• _Exercise details_
Using the data that follows, give again word for word the lines between the one holding "Identify the location of question-bold-prefix: Think" and the one holding "Task: Click on the bios-tab: Power", inclusive. Omit the pictures.

• _Data under study_
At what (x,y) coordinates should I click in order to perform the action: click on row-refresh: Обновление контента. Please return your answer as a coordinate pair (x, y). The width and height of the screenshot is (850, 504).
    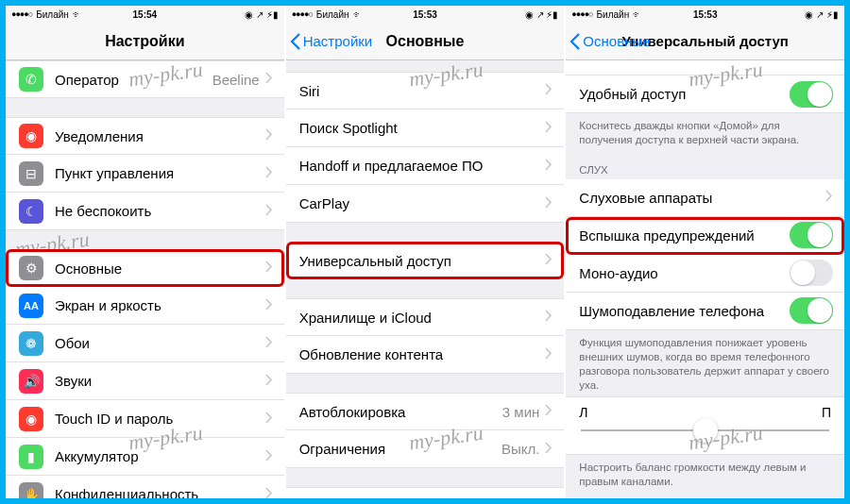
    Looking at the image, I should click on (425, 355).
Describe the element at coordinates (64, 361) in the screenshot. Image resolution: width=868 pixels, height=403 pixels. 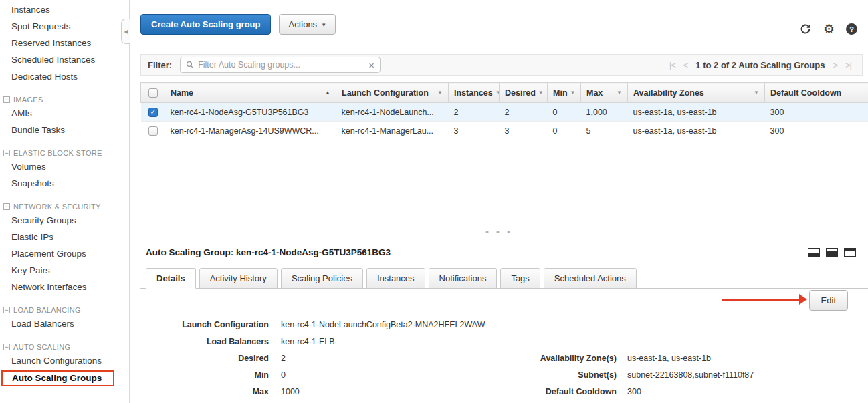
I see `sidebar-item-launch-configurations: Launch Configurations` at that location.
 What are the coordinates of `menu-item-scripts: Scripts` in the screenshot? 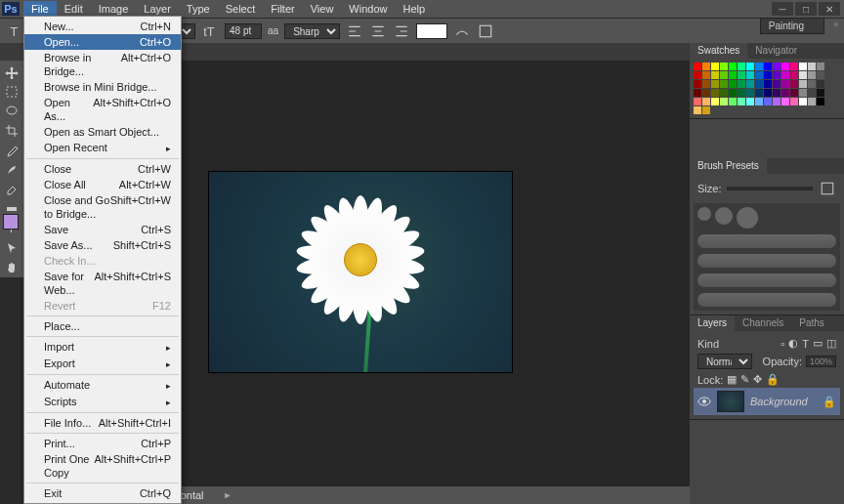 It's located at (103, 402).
...
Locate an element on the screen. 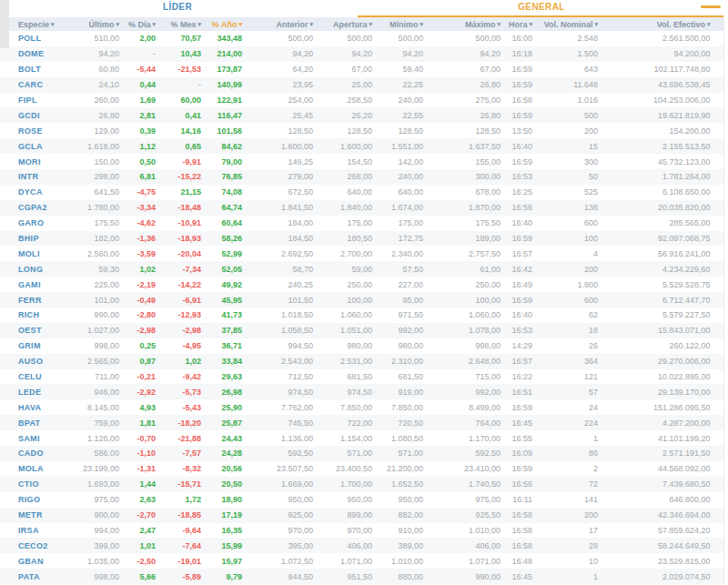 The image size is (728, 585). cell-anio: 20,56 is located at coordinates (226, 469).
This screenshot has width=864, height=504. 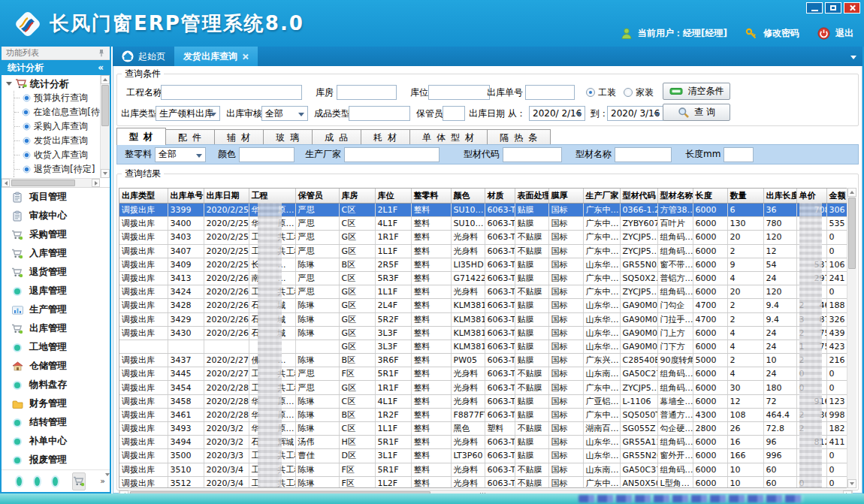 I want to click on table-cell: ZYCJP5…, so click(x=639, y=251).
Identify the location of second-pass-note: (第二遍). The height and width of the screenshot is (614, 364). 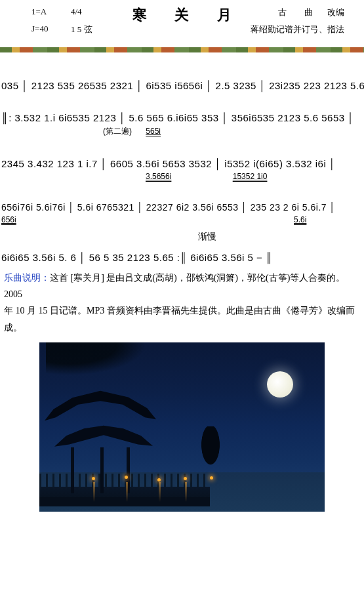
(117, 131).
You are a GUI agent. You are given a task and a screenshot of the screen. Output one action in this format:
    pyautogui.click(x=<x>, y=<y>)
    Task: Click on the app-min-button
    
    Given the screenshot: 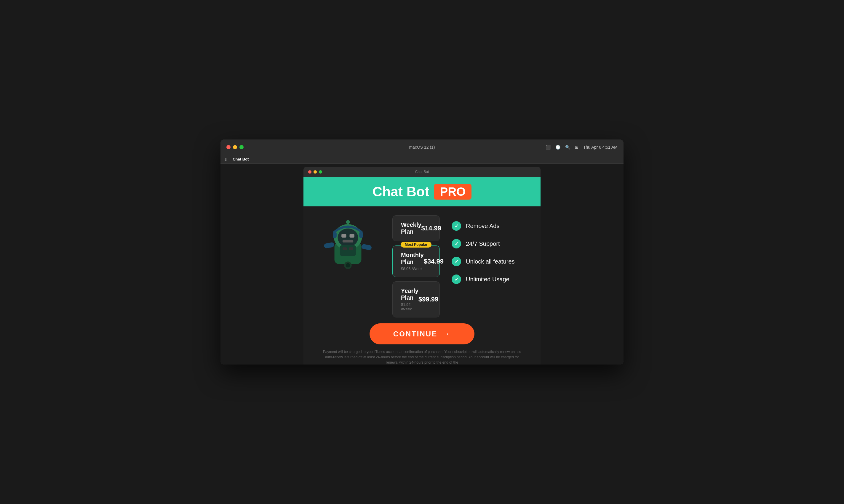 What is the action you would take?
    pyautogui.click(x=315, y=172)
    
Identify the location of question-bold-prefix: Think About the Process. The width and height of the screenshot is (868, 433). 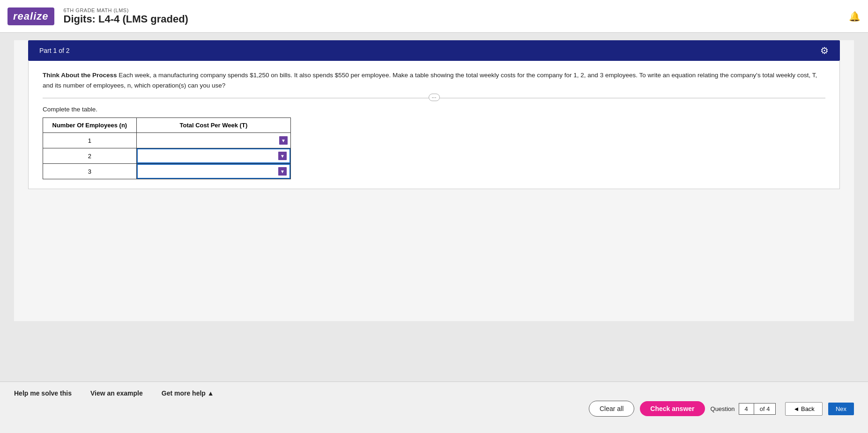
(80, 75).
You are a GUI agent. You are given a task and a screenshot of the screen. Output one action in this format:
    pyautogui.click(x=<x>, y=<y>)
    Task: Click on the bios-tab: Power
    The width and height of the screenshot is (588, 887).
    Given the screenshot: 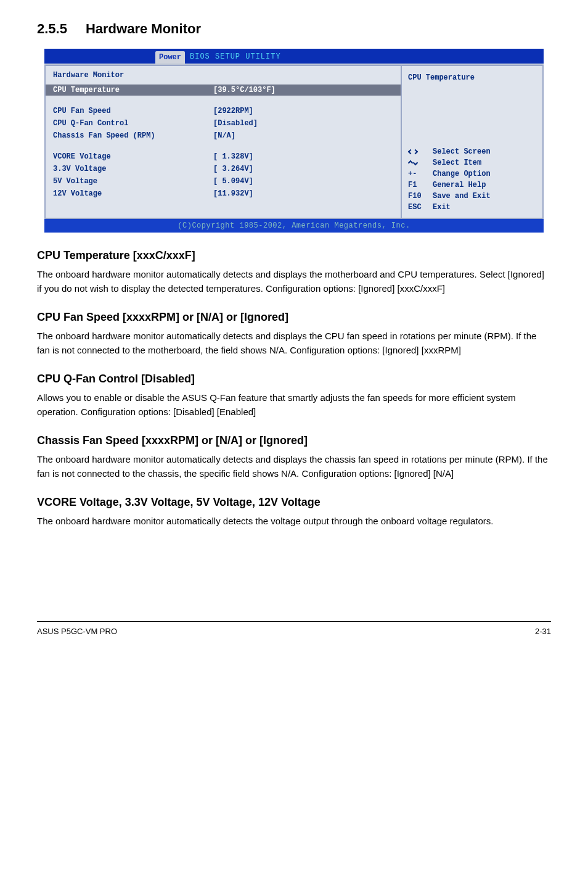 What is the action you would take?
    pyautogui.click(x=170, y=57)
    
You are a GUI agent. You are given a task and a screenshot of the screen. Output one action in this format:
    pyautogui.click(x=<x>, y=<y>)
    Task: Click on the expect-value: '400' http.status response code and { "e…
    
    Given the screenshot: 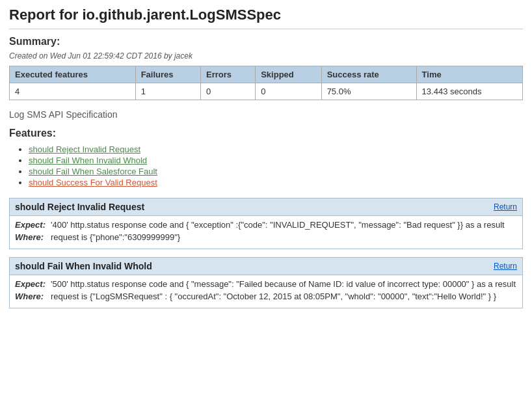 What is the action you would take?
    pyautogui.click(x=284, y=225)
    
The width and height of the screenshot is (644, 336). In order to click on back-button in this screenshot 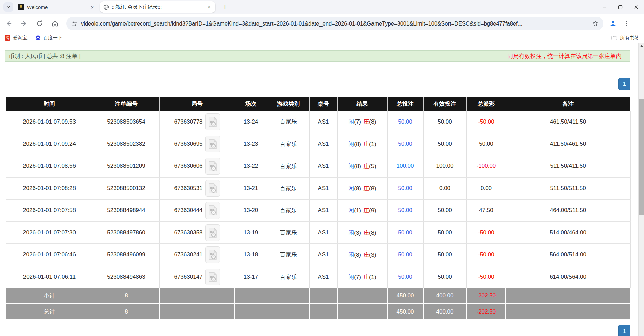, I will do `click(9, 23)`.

• _Exercise answer_
Identify the location of question-bold-prefix: Think About the Process. The width and height of the screenshot is (868, 433). 
(80, 75).
You are a GUI agent. You are given a task and a screenshot of the screen. Output one action in this format:
    pyautogui.click(x=<x>, y=<y>)
    Task: Click on the bios-tab: Power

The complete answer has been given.